Reportedly, the plan is aimed at reducing the cost of doing business and making export-oriented sectors competitive with other regional countries. As if that's how economies are reformed and exports given a boost elsewhere across the globe.

These packages often reek of one-way capitalism and are mostly a drain on fiscal kitty. They are also a reflection of patronage politics, which is what PML-N will have to increasingly resort to as 2018 elections draw closer in a political environment that is becoming hostile by the day (See BR Research column: Packaged-based economic mismanagement, October 16, 2015).

Had the government been really serious about boosting exports, it would have woken up to the reality when it took office or a year after at the most. Reforms are like Rome; they are never built in a day. Because the government failed to take charge when it should have, it is now thinking of doling out a package to make do; like an inexperienced housewife who burns the cake, but insists on putting cream and cherry on the top to shine her skills. Let this be very clear: although sources say that the Jupiter of all ministries in Pakistan, Ishaq Dar, will eventually block this exports package proposal; in case he doesn't, the package should not be seen as a sign of PML-N's benevolence or economic wisdom, but as a sign of a governance failure.

caricature for export story0

If the government is indeed serious about taking the bull by the horns, it should lend ears to the latest research coming out of the Sustainable Development Policy Institute (SDPI). Written mainly by Sajid Amin, Head of Policy Solutions Lab at the SDPI, the study looks at decades of Pakistan's exchange rate history and arrives at the following summarised conclusion.

"Pakistan performed better in periods of undervalued exchange rate than with an overvalued currency. The average growth rate of real GDP is higher in periods of undervalued rupee as compared to the episodes of an overvaluation.

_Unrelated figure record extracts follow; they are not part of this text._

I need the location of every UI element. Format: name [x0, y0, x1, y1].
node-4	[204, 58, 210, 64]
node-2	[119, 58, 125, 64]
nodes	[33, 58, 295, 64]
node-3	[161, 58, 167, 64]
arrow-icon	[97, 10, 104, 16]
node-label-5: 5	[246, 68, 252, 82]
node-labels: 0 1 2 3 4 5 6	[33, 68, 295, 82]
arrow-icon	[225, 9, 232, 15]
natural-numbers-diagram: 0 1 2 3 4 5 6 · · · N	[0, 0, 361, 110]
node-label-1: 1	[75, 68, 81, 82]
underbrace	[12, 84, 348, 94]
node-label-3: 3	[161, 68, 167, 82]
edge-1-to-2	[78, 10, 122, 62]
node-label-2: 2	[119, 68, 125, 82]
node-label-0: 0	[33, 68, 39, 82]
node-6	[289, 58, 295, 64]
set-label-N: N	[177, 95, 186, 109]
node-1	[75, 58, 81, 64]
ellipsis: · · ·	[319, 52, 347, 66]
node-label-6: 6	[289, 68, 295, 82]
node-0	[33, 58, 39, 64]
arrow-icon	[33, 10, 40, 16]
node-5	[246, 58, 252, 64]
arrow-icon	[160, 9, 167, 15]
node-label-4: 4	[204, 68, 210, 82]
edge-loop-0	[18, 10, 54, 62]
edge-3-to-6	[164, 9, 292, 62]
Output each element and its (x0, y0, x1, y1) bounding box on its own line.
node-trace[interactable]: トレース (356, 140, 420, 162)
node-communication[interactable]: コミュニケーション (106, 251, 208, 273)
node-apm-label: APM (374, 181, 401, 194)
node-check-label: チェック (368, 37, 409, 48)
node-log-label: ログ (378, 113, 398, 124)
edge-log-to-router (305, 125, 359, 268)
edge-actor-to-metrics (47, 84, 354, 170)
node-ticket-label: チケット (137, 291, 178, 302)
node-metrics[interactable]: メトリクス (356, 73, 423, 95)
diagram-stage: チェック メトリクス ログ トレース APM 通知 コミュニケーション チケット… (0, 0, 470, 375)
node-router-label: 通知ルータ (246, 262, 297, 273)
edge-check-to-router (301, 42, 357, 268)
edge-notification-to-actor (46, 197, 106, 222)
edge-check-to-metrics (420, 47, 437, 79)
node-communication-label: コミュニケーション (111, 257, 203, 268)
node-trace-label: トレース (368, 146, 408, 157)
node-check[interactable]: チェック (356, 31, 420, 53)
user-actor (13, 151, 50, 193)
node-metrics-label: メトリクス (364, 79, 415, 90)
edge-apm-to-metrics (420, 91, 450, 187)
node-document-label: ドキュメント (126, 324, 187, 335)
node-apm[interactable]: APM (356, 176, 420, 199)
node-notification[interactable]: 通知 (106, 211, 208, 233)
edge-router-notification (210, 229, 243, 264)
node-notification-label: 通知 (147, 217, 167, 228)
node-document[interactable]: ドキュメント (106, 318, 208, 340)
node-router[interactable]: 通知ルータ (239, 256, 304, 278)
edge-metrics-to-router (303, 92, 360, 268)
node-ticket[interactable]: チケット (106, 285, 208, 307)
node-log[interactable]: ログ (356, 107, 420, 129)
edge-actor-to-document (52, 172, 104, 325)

Similarly, highest growth for exports is documented in the periods when rupee was undervalued," wrote Amin in his policy brief titled: "Political Economy of Exchange Rate Misalignment: A Synthesis of Lessons for Pakistan".

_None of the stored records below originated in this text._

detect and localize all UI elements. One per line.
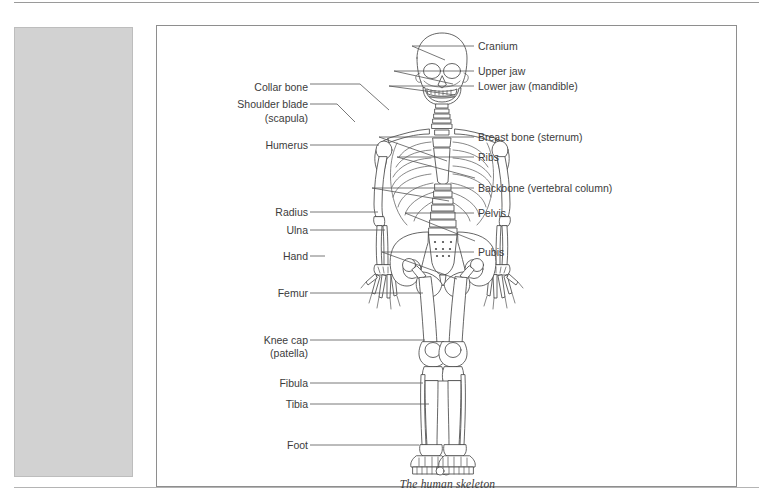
label-fibula: Fibula bbox=[157, 377, 308, 389]
figure-panel: .bone{fill:#ffffff;stroke:#4a4a4a;stroke… bbox=[156, 25, 737, 487]
image-placeholder-block bbox=[14, 27, 133, 477]
left-arm-group bbox=[361, 157, 400, 309]
label-patella: (patella) bbox=[157, 347, 308, 359]
right-arm-group bbox=[484, 157, 523, 309]
label-lower-jaw: Lower jaw (mandible) bbox=[478, 80, 578, 92]
leader-collar-bone bbox=[310, 84, 389, 110]
label-knee-cap: Knee cap bbox=[157, 334, 308, 346]
label-tibia: Tibia bbox=[157, 398, 308, 410]
figure-caption: The human skeleton bbox=[157, 478, 738, 490]
label-collar-bone: Collar bone bbox=[157, 81, 308, 93]
leader-shoulder-blade bbox=[310, 104, 355, 122]
leader-backbone bbox=[372, 188, 474, 201]
left-leg-group bbox=[403, 259, 451, 476]
label-hand: Hand bbox=[157, 250, 308, 262]
cervical-spine-group bbox=[432, 104, 452, 129]
label-pelvis: Pelvis bbox=[478, 207, 506, 219]
skull-group bbox=[416, 33, 469, 105]
label-ulna: Ulna bbox=[157, 224, 308, 236]
label-humerus: Humerus bbox=[157, 139, 308, 151]
label-cranium: Cranium bbox=[478, 40, 518, 52]
label-upper-jaw: Upper jaw bbox=[478, 65, 525, 77]
right-leg-group bbox=[436, 259, 484, 476]
label-radius: Radius bbox=[157, 206, 308, 218]
label-breast-bone: Breast bone (sternum) bbox=[478, 131, 582, 143]
page-root: .bone{fill:#ffffff;stroke:#4a4a4a;stroke… bbox=[0, 0, 772, 501]
label-ribs: Ribs bbox=[478, 151, 499, 163]
label-pubis: Pubis bbox=[478, 246, 504, 258]
label-scapula: (scapula) bbox=[157, 112, 308, 124]
label-foot: Foot bbox=[157, 439, 308, 451]
top-divider-rule bbox=[14, 2, 759, 3]
label-backbone: Backbone (vertebral column) bbox=[478, 182, 612, 194]
sternum-group bbox=[433, 138, 451, 186]
label-femur: Femur bbox=[157, 287, 308, 299]
label-shoulder-blade: Shoulder blade bbox=[157, 98, 308, 110]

Amin is not the first one to argue in favour of letting the market find the currency's value, or letting it depreciate to a level where at least it doesn't kill exports; growth is another matter. The arguments have been floating for some time; it is just that the government fails to bite it.

As early as in February 2015, ADB's country director stressed that Pakistan's "exchange rate is currently overvalued". "It would help Pakistan if the exchange rate was perhaps a bit lower. Whether it is a 110 to the dollar or 115, one can hypothesize about it," he told BR Research in an interview published on February 16, 2015 in this paper's Brief Recording section.

Earlier this year, the boss of TDAP, SM Muneer echoed those views. "Pakistan should already let its currency depreciate; the PKR should be at least 110 to the dollar at present. Any delay in that is only hurting the country's exports by the day," said Muneer in an interview with BR Research published on February 1, 2016.

More recently, the IMF in its latest review highlighted that "pronounced real appreciation of the rupee over the program period ...."has negatively affected [Pakistan's] trade competitiveness". "Continued appreciation of the real effective exchange rate, in the context of an appreciating U.S. dollar vis-a-vis the pound and euro, would further erode export competitiveness and affect remittances," it cautioned.

Yet the growth in exports continues to be slaughtered at the altar of Dar's ego, and the public misperception that a strong rupee necessarily reflects a strong economy.

Problems of ego are difficult to fix, but the misperception will hopefully be cleared as and when the civil society raises enough voice about it and the mainstream electronic media decides to mediate that voice for a change. Until that time, best order a tombstone for Pakistani exports and brood over a fitting epitaph.